Currently `// zig fmt: off` does not work as there are two spaces
after the `//` instead of one. This can cause confusion, so allow
arbitrary whitespace before the `zig fmt: (off|on)` in the comment but
trim this whitespace to the canonical single space in the output.
This introduces {'} to indicate escape for a single-quoted string,
and {} to indicate escape for a double quoted string.
Without this, there would be unnecessary \' inside double quoted
strings, and unnecessary \" inside single quoted strings.
Motivated by the llvm12 branch, in the new tool I am writing for
updating target CPU features.
This regresses the test case of `zig fmt` deleting empty line comments.
Two open questions here:
* What should the rules be about deleting empty line comments?
It makes sense usually, but for array initization, empty line
comments cause a line break, affecting the row/column alignment.
Perhaps we should therefore respect all empty line comments?
Or should we special case array initializations?
* If we decide to special case some kinds of line comments to respect
them (which is status quo!), how should that be implemented?
I modified this test case to expect different results.
Now, the trailing comma on a list of struct fields is the only deciding
factor, not whether or not the field init expressions contain a newline.
Achieve this by reducing the amount of special casing to handle EOF so
that the already correct logic for normal comments does not need to be
duplicated.
After #35 is implemented,
we should be able to recover from this *at any indentation level*,
reporting a parse error and yet also parsing all the decls even
inside structs. Until then, I don't want to add any hacks to make
this work.
I don't understand the idea here of this kind of recovery. If we
want to resurrect this test case we need some comments on it to explain
the purpose, example use cases, expected behavior, etc.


■ Work instructions
Where the string "Timer" occurs in a line of the entries below, copy that line.

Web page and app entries

[Start of Attachment]

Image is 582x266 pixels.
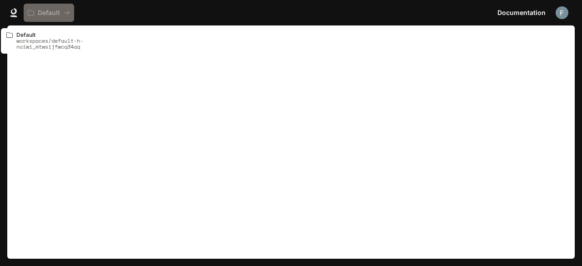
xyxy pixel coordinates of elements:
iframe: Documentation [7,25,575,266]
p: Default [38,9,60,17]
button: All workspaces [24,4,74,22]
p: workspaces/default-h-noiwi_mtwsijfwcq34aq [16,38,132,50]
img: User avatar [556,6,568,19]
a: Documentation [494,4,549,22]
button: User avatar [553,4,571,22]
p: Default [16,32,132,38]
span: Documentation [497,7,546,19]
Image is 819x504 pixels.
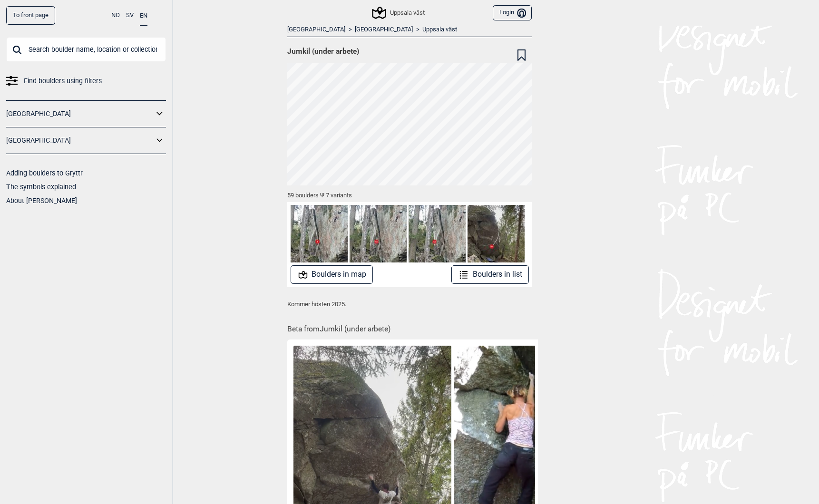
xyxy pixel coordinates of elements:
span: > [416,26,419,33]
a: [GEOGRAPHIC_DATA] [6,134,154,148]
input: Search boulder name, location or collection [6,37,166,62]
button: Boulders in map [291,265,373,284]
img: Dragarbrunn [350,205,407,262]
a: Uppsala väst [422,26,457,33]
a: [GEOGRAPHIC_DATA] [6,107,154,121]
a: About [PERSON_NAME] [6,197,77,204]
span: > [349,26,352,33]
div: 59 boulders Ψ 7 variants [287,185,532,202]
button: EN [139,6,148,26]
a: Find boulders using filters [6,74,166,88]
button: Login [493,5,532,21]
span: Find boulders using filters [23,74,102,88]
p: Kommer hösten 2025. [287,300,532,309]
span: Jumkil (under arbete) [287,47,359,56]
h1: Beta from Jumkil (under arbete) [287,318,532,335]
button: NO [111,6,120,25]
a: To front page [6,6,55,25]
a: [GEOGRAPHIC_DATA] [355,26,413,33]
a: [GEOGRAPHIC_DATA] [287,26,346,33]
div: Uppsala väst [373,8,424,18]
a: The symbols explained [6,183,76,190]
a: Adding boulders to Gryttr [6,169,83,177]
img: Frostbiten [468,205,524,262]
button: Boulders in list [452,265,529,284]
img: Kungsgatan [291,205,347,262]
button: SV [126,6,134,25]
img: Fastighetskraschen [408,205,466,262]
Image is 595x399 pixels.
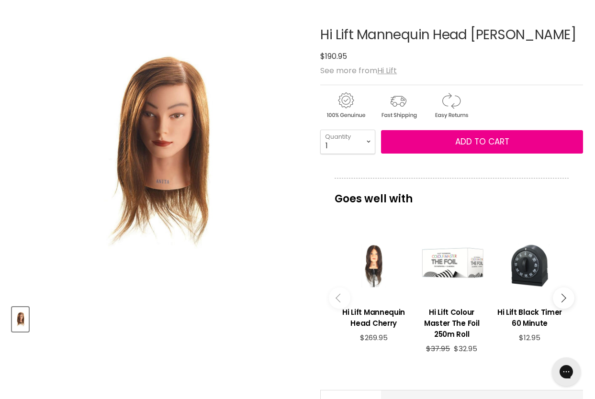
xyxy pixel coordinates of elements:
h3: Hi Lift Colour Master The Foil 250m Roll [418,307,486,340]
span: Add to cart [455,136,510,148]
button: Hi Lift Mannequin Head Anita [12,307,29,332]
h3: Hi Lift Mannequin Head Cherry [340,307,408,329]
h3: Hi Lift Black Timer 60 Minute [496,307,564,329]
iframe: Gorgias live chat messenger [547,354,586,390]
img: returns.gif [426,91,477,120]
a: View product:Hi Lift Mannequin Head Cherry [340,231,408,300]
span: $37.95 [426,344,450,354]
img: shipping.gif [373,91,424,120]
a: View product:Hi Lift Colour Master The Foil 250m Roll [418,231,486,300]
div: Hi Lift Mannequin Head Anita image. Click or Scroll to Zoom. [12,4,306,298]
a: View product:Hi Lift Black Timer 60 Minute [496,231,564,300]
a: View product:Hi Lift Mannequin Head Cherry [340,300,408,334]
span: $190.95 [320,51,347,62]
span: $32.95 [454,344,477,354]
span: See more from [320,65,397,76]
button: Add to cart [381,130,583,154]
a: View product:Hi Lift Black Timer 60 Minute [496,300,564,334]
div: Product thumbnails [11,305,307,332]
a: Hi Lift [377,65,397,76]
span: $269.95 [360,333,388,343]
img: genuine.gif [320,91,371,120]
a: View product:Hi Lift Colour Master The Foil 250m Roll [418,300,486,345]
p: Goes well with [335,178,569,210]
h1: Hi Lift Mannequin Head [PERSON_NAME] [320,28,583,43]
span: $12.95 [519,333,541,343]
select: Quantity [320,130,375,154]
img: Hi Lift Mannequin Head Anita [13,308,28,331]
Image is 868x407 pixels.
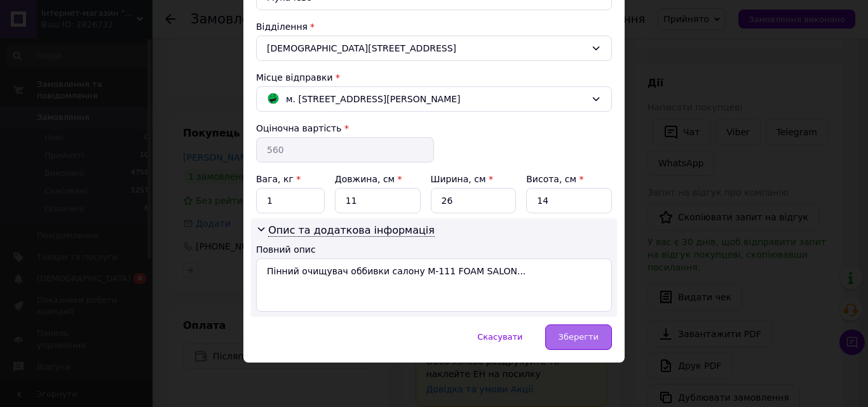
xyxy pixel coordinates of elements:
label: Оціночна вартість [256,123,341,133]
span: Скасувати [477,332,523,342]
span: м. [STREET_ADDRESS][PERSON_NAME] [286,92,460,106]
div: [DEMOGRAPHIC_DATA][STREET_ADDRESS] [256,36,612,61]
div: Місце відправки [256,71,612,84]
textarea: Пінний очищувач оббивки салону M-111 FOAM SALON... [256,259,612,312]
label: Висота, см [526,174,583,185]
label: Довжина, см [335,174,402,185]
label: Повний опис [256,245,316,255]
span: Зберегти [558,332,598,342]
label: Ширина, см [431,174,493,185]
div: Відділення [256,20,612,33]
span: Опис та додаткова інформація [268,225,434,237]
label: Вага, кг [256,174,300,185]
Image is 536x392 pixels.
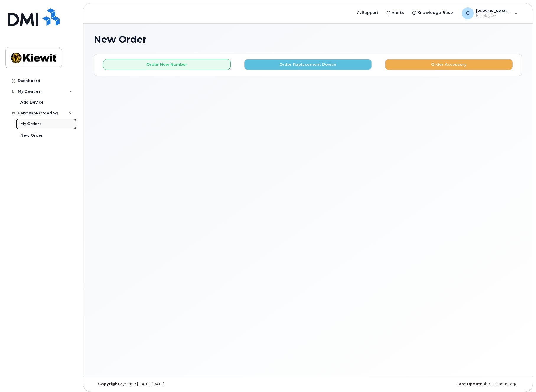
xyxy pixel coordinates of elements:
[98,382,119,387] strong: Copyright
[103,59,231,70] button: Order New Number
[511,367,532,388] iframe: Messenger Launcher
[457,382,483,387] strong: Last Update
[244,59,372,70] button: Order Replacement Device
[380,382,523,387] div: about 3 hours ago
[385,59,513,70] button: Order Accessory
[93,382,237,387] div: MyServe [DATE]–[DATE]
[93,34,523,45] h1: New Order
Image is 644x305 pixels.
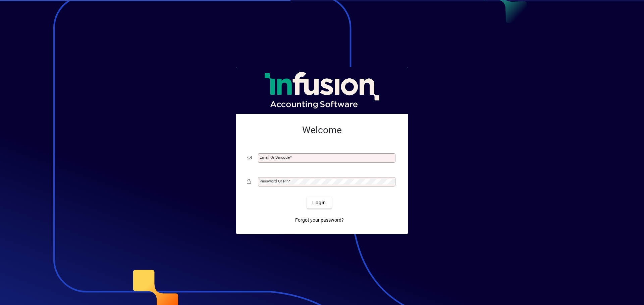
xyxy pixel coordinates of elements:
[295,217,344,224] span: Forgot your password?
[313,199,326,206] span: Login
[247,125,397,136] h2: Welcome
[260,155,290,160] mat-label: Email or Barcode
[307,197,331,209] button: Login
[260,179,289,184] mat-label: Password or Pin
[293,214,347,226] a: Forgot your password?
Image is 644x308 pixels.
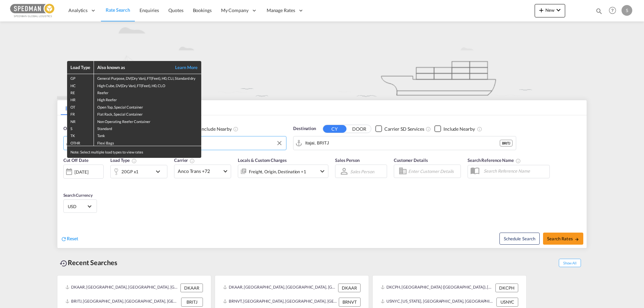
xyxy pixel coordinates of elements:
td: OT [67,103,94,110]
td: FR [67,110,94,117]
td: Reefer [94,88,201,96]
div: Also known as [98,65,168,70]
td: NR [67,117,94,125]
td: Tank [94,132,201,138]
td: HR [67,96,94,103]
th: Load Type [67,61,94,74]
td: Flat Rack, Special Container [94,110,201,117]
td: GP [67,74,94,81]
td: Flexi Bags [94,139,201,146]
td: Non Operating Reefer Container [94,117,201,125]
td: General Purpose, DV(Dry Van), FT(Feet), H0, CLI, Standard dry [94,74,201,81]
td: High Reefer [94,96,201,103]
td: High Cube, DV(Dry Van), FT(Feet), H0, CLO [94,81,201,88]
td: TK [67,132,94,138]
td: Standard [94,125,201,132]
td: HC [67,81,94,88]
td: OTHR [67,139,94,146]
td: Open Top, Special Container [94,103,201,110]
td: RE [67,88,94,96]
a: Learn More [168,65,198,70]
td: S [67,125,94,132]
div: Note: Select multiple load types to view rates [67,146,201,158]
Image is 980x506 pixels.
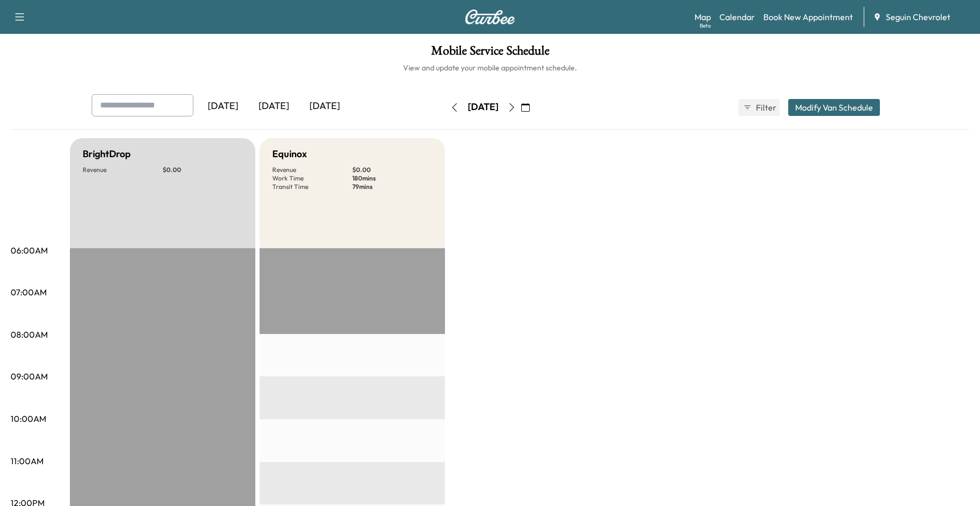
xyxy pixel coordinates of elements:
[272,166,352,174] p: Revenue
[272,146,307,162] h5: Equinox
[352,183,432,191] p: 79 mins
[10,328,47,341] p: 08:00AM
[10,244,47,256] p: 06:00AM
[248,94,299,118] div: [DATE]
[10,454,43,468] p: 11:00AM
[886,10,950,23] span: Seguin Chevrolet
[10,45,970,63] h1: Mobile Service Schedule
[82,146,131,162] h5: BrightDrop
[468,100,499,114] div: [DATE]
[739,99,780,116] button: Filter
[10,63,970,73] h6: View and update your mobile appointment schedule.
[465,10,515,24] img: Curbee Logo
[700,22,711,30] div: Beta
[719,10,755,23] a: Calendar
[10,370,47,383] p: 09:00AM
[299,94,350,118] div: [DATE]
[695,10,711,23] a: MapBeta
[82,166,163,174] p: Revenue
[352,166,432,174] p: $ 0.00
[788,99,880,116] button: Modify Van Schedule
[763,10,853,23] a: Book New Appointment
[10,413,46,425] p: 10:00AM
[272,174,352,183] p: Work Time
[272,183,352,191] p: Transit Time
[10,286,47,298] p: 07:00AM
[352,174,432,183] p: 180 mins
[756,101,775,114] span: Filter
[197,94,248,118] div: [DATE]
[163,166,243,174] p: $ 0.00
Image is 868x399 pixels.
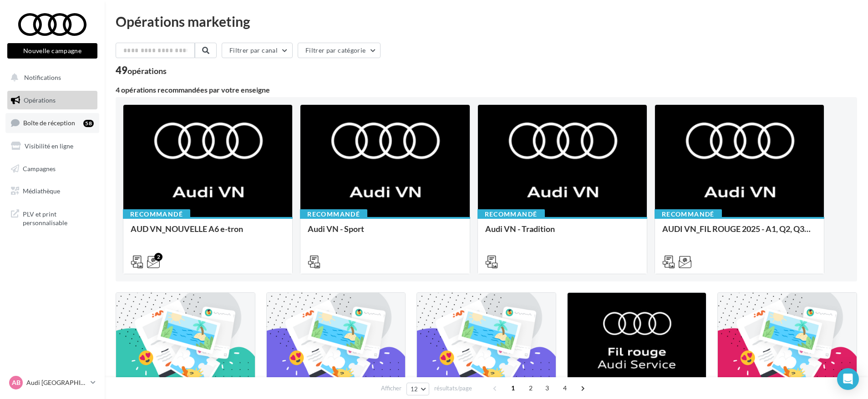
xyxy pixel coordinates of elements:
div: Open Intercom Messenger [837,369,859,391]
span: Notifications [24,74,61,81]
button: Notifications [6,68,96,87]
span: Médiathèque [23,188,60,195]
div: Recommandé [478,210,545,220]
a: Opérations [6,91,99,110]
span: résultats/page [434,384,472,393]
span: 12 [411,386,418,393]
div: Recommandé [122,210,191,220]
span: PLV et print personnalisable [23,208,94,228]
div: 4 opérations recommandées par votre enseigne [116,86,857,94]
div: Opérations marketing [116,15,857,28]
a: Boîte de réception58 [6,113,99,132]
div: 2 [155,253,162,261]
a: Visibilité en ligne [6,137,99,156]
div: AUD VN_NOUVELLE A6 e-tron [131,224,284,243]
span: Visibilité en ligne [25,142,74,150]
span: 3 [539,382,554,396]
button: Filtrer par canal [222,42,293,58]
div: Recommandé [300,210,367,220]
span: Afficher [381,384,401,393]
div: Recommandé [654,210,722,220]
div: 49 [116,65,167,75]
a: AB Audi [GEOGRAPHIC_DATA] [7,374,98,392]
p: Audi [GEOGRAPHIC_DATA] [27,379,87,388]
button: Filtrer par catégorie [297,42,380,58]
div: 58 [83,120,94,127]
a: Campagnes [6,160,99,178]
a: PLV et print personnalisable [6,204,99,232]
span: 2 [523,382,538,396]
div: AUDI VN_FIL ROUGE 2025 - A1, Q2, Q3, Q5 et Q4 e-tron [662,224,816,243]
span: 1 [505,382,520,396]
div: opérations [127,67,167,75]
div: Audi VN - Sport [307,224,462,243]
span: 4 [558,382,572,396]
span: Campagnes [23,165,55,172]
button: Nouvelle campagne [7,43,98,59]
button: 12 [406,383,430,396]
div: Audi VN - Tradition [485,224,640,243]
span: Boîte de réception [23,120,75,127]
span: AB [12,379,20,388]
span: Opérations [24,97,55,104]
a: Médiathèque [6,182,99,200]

[End of Attachment]

■ Answer to this task
h3: Hi Lift Black Timer 60 Minute [496,307,564,329]
a: View product:Hi Lift Black Timer 60 Minute [496,231,564,300]
a: View product:Hi Lift Black Timer 60 Minute [496,300,564,334]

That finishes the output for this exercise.